1. What is Light?
•   Light is a form of electromagnetic energy that enables us to see objects.
    •   It consists of tiny packets of energy called photons.
    •   It does not need a medium to propagate (unlike sound).
    •   The light waves travel with a very high speed of 3 × 108 m/s in vacuum.
    •   The wavelength of visible light waves lies between 4 × 10–7 m to 8 × 10–7 m.
2. Nature of Light
Light exhibits a dual nature:
    1. Wave Nature: Light consists of electromagnetic waves which do not require a material medium (like
       solid, liquid or gas) for their propagation.
    2. Particle Nature: Light is composed of particles which travel in a straight line at very high speed. The
       elementary particle that defines light is the ‘photon’.
-   Light behaves like a wave while traveling and like a particle when interacting with matter.
3. Reflection of light
- When a beam of light falls on any surface, a part of that is sent back into the same medium from which
   it is coming. This phenomenon is known at the reflection of light.
4. Reflection of light is of two types:
   1) Regular reflection
   • When the reflecting surface is smooth and well-polished, e.g. mirror, the parallel rays falling on it are
      reflected parallel to one another.
   • The laws of reflection are valid only in regular reflection. It is the regular reflection that makes the
      object visible.
   2) Diffuse Reflection
   • When the reflecting surface is rough, the parallel rays falling on it are reflected in different
      directions.
   • Laws of reflection are not valid in irregular reflection. In this case only the surface is visible
      and not the image.
5. Laws of Reflection
   1. The path of the incoming ray, the path of the reflected ray, and the perpendicular line (normal) to
      the surface at the point of incidence are all situated in the same plane.
    2. The angle at which the incoming light ray impacts a surface (the angle of incidence) is equal to the
       angle at which it bounces off (the angle of reflection)
                                                  ∠i=∠r
6. Types of Images in Reflection
1. Real Image:                                                2. Virtual Image:
       o   Formed when reflected rays actually meet.                o   Formed when reflected rays appear to
                                                                        meet but don’t actually converge.
       o   Can be obtained on a screen.
                                                                    o   Cannot be obtained on a screen.
       o   Always inverted.
                                                                    o   Always erect.
       o   Found in concave mirrors (except when the
           object is between F and P).                              o   Formed in plane mirrors and convex
                                                                        mirrors.
       o   Example: Image on a cinema screen is a
           real image.                                              o   Example: Image in a plane mirror is virtual.
7. Plane Mirrors & Image Formation
 Properties of Images in Plane Mirrors
     Virtual & Erect (Cannot be captured on a screen)
     Same size as the object
     Laterally inverted (Left appears right and vice versa)
     Object Distance = Image Distance
8. Spherical Mirrors
   A spherical mirror is that mirror whose reflecting surface is the part of a hollow sphere of glass.
   The spherical mirrors are of two types: Concave mirrors, and Convex mirrors.
   A Concave mirror is that spherical mirror in which         A Convex mirror is that spherical mirror in which
   the reflection of light takes place at the concave         the reflection of light takes place at the convex
   surface (or bent-in surface).                              surface (or bulging-out surface).
Some basic Terms Related to Spherical Mirrors
   •   Pole (P): The center of the mirror’s surface.
   •   Center of Curvature (C): The center of the sphere from which the mirror is cut.
   •   Radius of Curvature (R): The distance between C and P.
   •   Principal Axis: The imaginary line passing through C and P.
   •   Principal Focus (F): The point where parallel rays meet (concave) or appear to diverge from (convex).
   •   Focal Length (f): The distance between P and F.
   •   The focal length is always half of the radius of curvature:
                                       f (Focal Length) = R (Radius of Curvature) / 2
9. Rules for obtaining images
When an object is placed in front of a concave mirror, an image is formed. The image is formed at that point where
at least two reflected rays intersect (or appear to intersect).
Rule 1. A ray of light which is parallel to the principal axis, passes through its focus after reflection from the
mirror.
Rule 2. A ray of light passing through the center of curvature of is reflected back along the same path (because it
strikes the mirror normally or perpendicularly).
Rule 3. A ray of light passing through the focus becomes parallel to the principal axis after reflection.
Rule 4. A ray of light which is incident at the pole is reflected back making the same angle with the principal axis.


- What you are asked to do -
With pictures removed, the data below should be returned exactly.

(Data tied to figure images)
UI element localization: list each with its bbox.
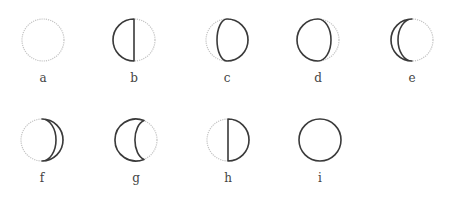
- left-concave-shape-icon: [106, 119, 166, 179]
- phase-g: g: [106, 119, 166, 197]
- right-crescent-shape-icon: [12, 119, 72, 179]
- phase-label: f: [12, 171, 72, 185]
- phase-label: i: [290, 171, 350, 185]
- phase-i: i: [290, 119, 350, 197]
- phase-label: a: [13, 71, 73, 85]
- circle-empty-icon: [13, 19, 73, 79]
- left-gibbous-shape-icon: [288, 19, 348, 79]
- phase-label: h: [198, 171, 258, 185]
- right-half-shape-icon: [198, 119, 258, 179]
- left-crescent-shape-icon: [382, 19, 442, 79]
- phase-a: a: [13, 19, 73, 99]
- moon-phase-diagram: a b c d e: [0, 0, 451, 197]
- phase-label: b: [104, 71, 164, 85]
- phase-d: d: [288, 19, 348, 99]
- phase-h: h: [198, 119, 258, 197]
- phase-c: c: [197, 19, 257, 99]
- phase-label: d: [288, 71, 348, 85]
- phase-b: b: [104, 19, 164, 99]
- right-gibbous-shape-icon: [197, 19, 257, 79]
- phase-e: e: [382, 19, 442, 99]
- phase-f: f: [12, 119, 72, 197]
- full-circle-shape-icon: [290, 119, 350, 179]
- phase-label: e: [382, 71, 442, 85]
- left-half-shape-icon: [104, 19, 164, 79]
- phase-label: c: [197, 71, 257, 85]
- phase-label: g: [106, 171, 166, 185]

- Your solution -
UI element localization: list each with its bbox.
- left-concave-shape-icon: [106, 119, 166, 179]
- phase-g: g: [106, 119, 166, 197]
- right-crescent-shape-icon: [12, 119, 72, 179]
- phase-label: f: [12, 171, 72, 185]
- phase-label: i: [290, 171, 350, 185]
- phase-i: i: [290, 119, 350, 197]
- phase-label: a: [13, 71, 73, 85]
- circle-empty-icon: [13, 19, 73, 79]
- left-gibbous-shape-icon: [288, 19, 348, 79]
- phase-label: h: [198, 171, 258, 185]
- right-half-shape-icon: [198, 119, 258, 179]
- left-crescent-shape-icon: [382, 19, 442, 79]
- phase-a: a: [13, 19, 73, 99]
- moon-phase-diagram: a b c d e: [0, 0, 451, 197]
- phase-label: b: [104, 71, 164, 85]
- phase-d: d: [288, 19, 348, 99]
- phase-h: h: [198, 119, 258, 197]
- phase-c: c: [197, 19, 257, 99]
- phase-label: d: [288, 71, 348, 85]
- phase-b: b: [104, 19, 164, 99]
- right-gibbous-shape-icon: [197, 19, 257, 79]
- phase-e: e: [382, 19, 442, 99]
- phase-f: f: [12, 119, 72, 197]
- full-circle-shape-icon: [290, 119, 350, 179]
- phase-label: e: [382, 71, 442, 85]
- left-half-shape-icon: [104, 19, 164, 79]
- phase-label: c: [197, 71, 257, 85]
- phase-label: g: [106, 171, 166, 185]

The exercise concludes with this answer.